What is one to make of Pocket Books’ 1941 edition of Emile Zola’s Nana with its lurid cover of a torch singer in a transparent white dress? It’s back-cover blurb declared, “she squandered fortunes, ruined lives, with sublime contempt and abandon -- yet her disease-ridden days were spent in squalor and oblivion.” Is this art or trash?
-- Paula Rabinowitz, Black & White & Noir : America’s Pulp Modernism, pp. 81-82.
Emile Zola’s classic novel Nana has been well served by the publishing industry [1]; even the most cursory glance at LibraryThing or Google Images reveals covers which likely number in the hundreds. Classic era vintage, modern, and all shadings in-between have gotten into the act, but for vintage pb buffs the sine qua non are the two, alas anonymous, ‘scandalous’ covers from the unlikely source of Pocket Books, which was usually conservative in its cover art. Both versions depict the title character in all her (more or less) unclothed glory, and it's debatable which one is actually the more risqué cover. The 1945 printing is particularly effective with all those voyeuristic, tuxedoed silhouettes in the darkened theater. A nice creepy touch.
Anyway, perhaps the folks at Pocket thought better of the racy treatment and reverted to form in the 1954 Pocket Cardinal reissue, which is pretty tame in comparison. Avon's take on Nana’s Mother is similarly bland [2], the décolletage-rich depiction of the title character notwithstanding. And speaking of restrained, there are a couple of James Avati sketches (later used for Bantam 2811) posted by the redoubtable Piet Schreuders. While technically proficient they fall far short of the Pocket covers in sizzle.
[1] A good sampling of Zola covers can be found here. [2] Avon returns to lurid form, however, with Piping Hot, a (spurious?) Nana-esque title from the Zola oeuvre.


## Problem statement
Leave the pictures out while you restate every entry below word for word.

(Data to use Opens)

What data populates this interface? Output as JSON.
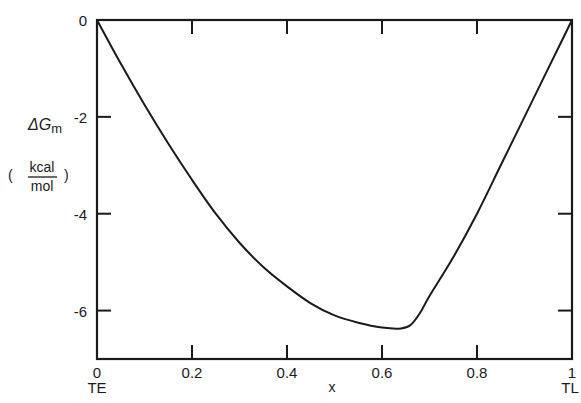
{
  "chart_data": {
    "type": "line",
    "title": "",
    "xlabel": "x",
    "ylabel": "ΔGm",
    "ylabel_units": {
      "numerator": "kcal",
      "denominator": "mol"
    },
    "xlim": [
      0,
      1
    ],
    "ylim": [
      -7,
      0
    ],
    "grid": false,
    "legend": null,
    "x_ticks": [
      {
        "value": 0,
        "label": "0",
        "sublabel": "TE"
      },
      {
        "value": 0.2,
        "label": "0.2"
      },
      {
        "value": 0.4,
        "label": "0.4"
      },
      {
        "value": 0.6,
        "label": "0.6"
      },
      {
        "value": 0.8,
        "label": "0.8"
      },
      {
        "value": 1,
        "label": "1",
        "sublabel": "TL"
      }
    ],
    "y_ticks": [
      {
        "value": 0,
        "label": "0"
      },
      {
        "value": -2,
        "label": "-2"
      },
      {
        "value": -4,
        "label": "-4"
      },
      {
        "value": -6,
        "label": "-6"
      }
    ],
    "series": [
      {
        "name": "ΔGm",
        "x": [
          0,
          0.05,
          0.1,
          0.15,
          0.2,
          0.25,
          0.3,
          0.35,
          0.4,
          0.45,
          0.5,
          0.55,
          0.6,
          0.64,
          0.66,
          0.68,
          0.7,
          0.75,
          0.8,
          0.85,
          0.9,
          0.95,
          1.0
        ],
        "values": [
          0,
          -0.9,
          -1.75,
          -2.55,
          -3.3,
          -4.0,
          -4.6,
          -5.1,
          -5.5,
          -5.85,
          -6.1,
          -6.25,
          -6.35,
          -6.37,
          -6.3,
          -6.05,
          -5.7,
          -4.9,
          -4.0,
          -3.0,
          -2.0,
          -1.0,
          0
        ]
      }
    ]
  },
  "labels": {
    "y_axis": "ΔGm",
    "y_units_num": "kcal",
    "y_units_den": "mol",
    "x_axis": "x",
    "x_left_sublabel": "TE",
    "x_right_sublabel": "TL"
  }
}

(Data to use Closes)

## Answer space
What data populates this interface? Output as JSON.
{
  "chart_data": {
    "type": "line",
    "title": "",
    "xlabel": "x",
    "ylabel": "ΔGm",
    "ylabel_units": {
      "numerator": "kcal",
      "denominator": "mol"
    },
    "xlim": [
      0,
      1
    ],
    "ylim": [
      -7,
      0
    ],
    "grid": false,
    "legend": null,
    "x_ticks": [
      {
        "value": 0,
        "label": "0",
        "sublabel": "TE"
      },
      {
        "value": 0.2,
        "label": "0.2"
      },
      {
        "value": 0.4,
        "label": "0.4"
      },
      {
        "value": 0.6,
        "label": "0.6"
      },
      {
        "value": 0.8,
        "label": "0.8"
      },
      {
        "value": 1,
        "label": "1",
        "sublabel": "TL"
      }
    ],
    "y_ticks": [
      {
        "value": 0,
        "label": "0"
      },
      {
        "value": -2,
        "label": "-2"
      },
      {
        "value": -4,
        "label": "-4"
      },
      {
        "value": -6,
        "label": "-6"
      }
    ],
    "series": [
      {
        "name": "ΔGm",
        "x": [
          0,
          0.05,
          0.1,
          0.15,
          0.2,
          0.25,
          0.3,
          0.35,
          0.4,
          0.45,
          0.5,
          0.55,
          0.6,
          0.64,
          0.66,
          0.68,
          0.7,
          0.75,
          0.8,
          0.85,
          0.9,
          0.95,
          1.0
        ],
        "values": [
          0,
          -0.9,
          -1.75,
          -2.55,
          -3.3,
          -4.0,
          -4.6,
          -5.1,
          -5.5,
          -5.85,
          -6.1,
          -6.25,
          -6.35,
          -6.37,
          -6.3,
          -6.05,
          -5.7,
          -4.9,
          -4.0,
          -3.0,
          -2.0,
          -1.0,
          0
        ]
      }
    ]
  },
  "labels": {
    "y_axis": "ΔGm",
    "y_units_num": "kcal",
    "y_units_den": "mol",
    "x_axis": "x",
    "x_left_sublabel": "TE",
    "x_right_sublabel": "TL"
  }
}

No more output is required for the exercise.